Arizona Wild Flowers
Wildflower Pictures And Photos

Blue Palo Verde
Parkinsonia (Cercidium) floridum

Blue Palo Verde
Blue Palo Verde Parkinsonia (Cercidium) floridum, Grows Near Washes,
Photo Taken April 09, 2003 At Glendale Thunderbird park.
Blue Palo Verde FlowerFoothill Palo Verde Flower
Blue Palo Verde Flower
Bright Yellow, No White Petal (Banner) Is
A Distinguishing Feature!
Foothill Palo Verde Flower
Light Yellow & White Petal (Banner) Is
A Distinguishing Feature!
Mexican Palo Verde FlowerParkinsonia Cercidium floridum
Mexican Palo Verde Flower
The Red-Orange Petal (Banner) Is
A Distinguishing Feature!
Blue Palo Verde Trees
Parkinsonia Cercidium floridum
Are Bright Yellow In Bloom
Blue Palo Verde FlowersBlue Palo Verde Flowers
During Spring Flowering Season
There Is Almost A
Total Absence Of Leaves
This Absence Of leaves
Helps To Conserve Water
Blue Palo Verde BarkBlue Palo Verde Bark Scars
Blue Palo Verde
Green Bark With Scars
Older Trunk Has Many
Gray Scars On It.
Blue Palo Verde ThornBlue Palo Verde Leaves
Blue Palo Verde Have
A Short Thorn
Beneath The Leaf Stems
Blue Verde Leaves
Bipinnately Compound With
One To Three Pair Of
Elliptical Leaflets Seen Here!

Blue Palo Verde
Parkinsonia (Cercidium) floridum, Used To Be Pea Family ( Leguminosae ) Now Called ( Fabaceae ), Blue Palo Verde.

An Arizona native desert tree with a spectacular bright yellow spring bloom and light green trunks. The blue Palo Verde is thought to have arrived in Arizona approximately 4240 years ago, according to pack-rat midden evidence.

Blue palo verde is a drought deciduous tree, up to 30 feet tall, with a short trunk; and smooth buish-green bark. it normally is leafless, or it has temporary bipinnate leaves, 0.4 to 0.8 inch long, 1 pair of pinnae, and 1 to 3 pairs of leaflets

The Blue palo Verde needs more water than the Foothill Palo Verde and is normally restricted to washes and other areas closer to water. Blue Palo Verde usually blooms about two weeks before Foothills Palo Verde. It also is the largest of the Palo Verde.

Humans have also relied on the seeds for food; crops are abundant in most years. The O’odham preferred to eat the green seeds or pods; young seeds are tender and taste much like fresh peas. The Seri ate the fresh green seeds and also toasted, ground, and ate the mature seeds in a gruel. They usually raided pack rat nests to obtain the mature pods, and then winnowed the seeds.
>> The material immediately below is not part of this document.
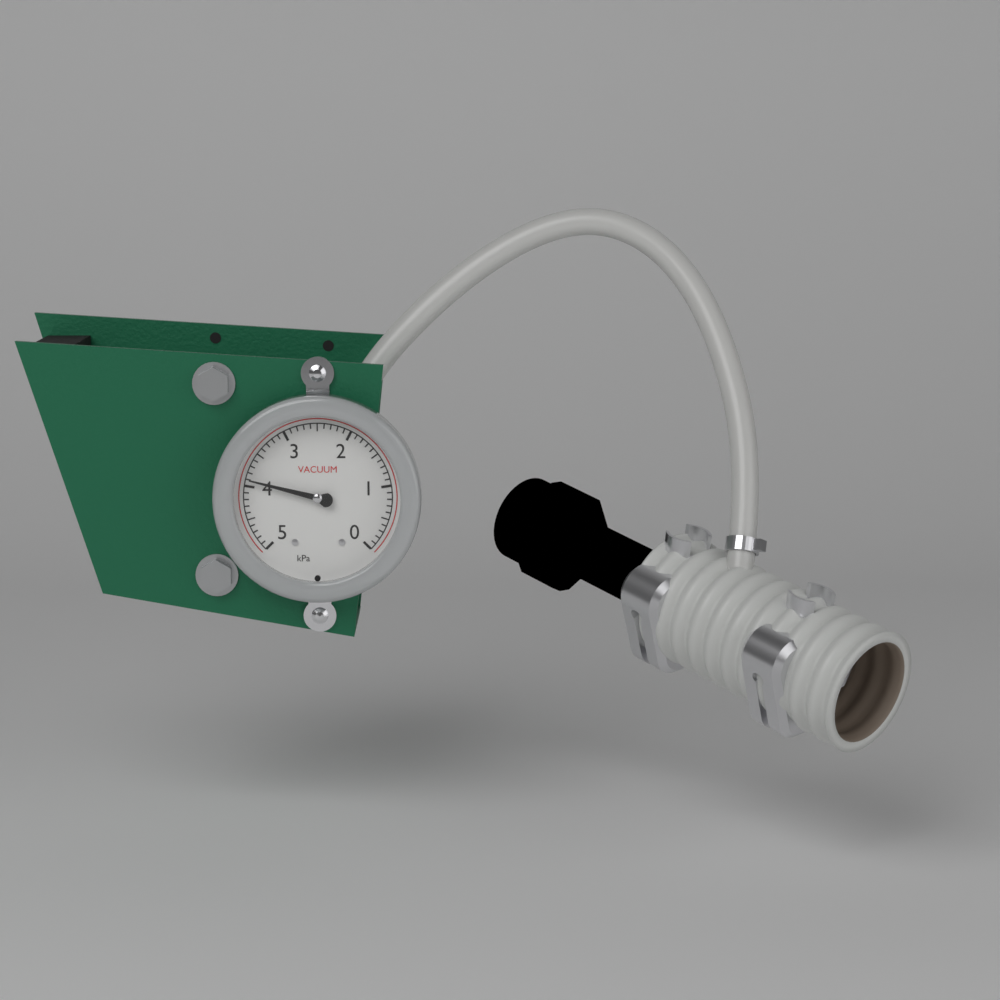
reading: 3.9 kPa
Four species of palo verde grow in the Sonoran Desert and sometimes naturally hybridize.

Height: Up to 25 - 30 feet tall. Tallest of Palo Verdes.
Flowers: Bright yellow with five petals, pistils may be red - brown. 4 - 5 flowers in a cluster less than 2" long; covering the tree in spring, sometimes again in late summer.
Blooming Time: May - June.
Stems/Trunks : About one foot in diameter. The branches and most of the main trunk are trunk and branches blue-green becoming Gray - Brown and scaly. There are spines beneath the leaves in blue palo verde, but not so with Foothill Palo Verde.
Leaves: Leaves are bipinnately compound, in pairs, about 1/2in long with leaflets of 1/4 to 1/8in; often leafless most of the year, normally each fork bearing 1-3 pairs of smooth, tiny leaflets, that are shed in early summer. This is in contrast to Foothills Palo Verde which usually has 4 or more tiny leaflets.
Seed Pod: 1 1/2-3 1/4" long; narrowly oblong, flat, thin pods; short-pointed at ends, yellowish-brown; maturing and falling in summer; 2-8 beanlike seeds. Seeds are dark red - brown.
Seeds: Smooth hard seeds are only slightly flattened with 2 to 7 found in each pod.
Elevation: 500 - 4000 Feet.
Habitat: Needs water so it is common to washes and is uncommon on rocky hillsides, mesas, and plains.
Miscellaneous: Flowering Photos Taken May 3, 2005 At Phoenix.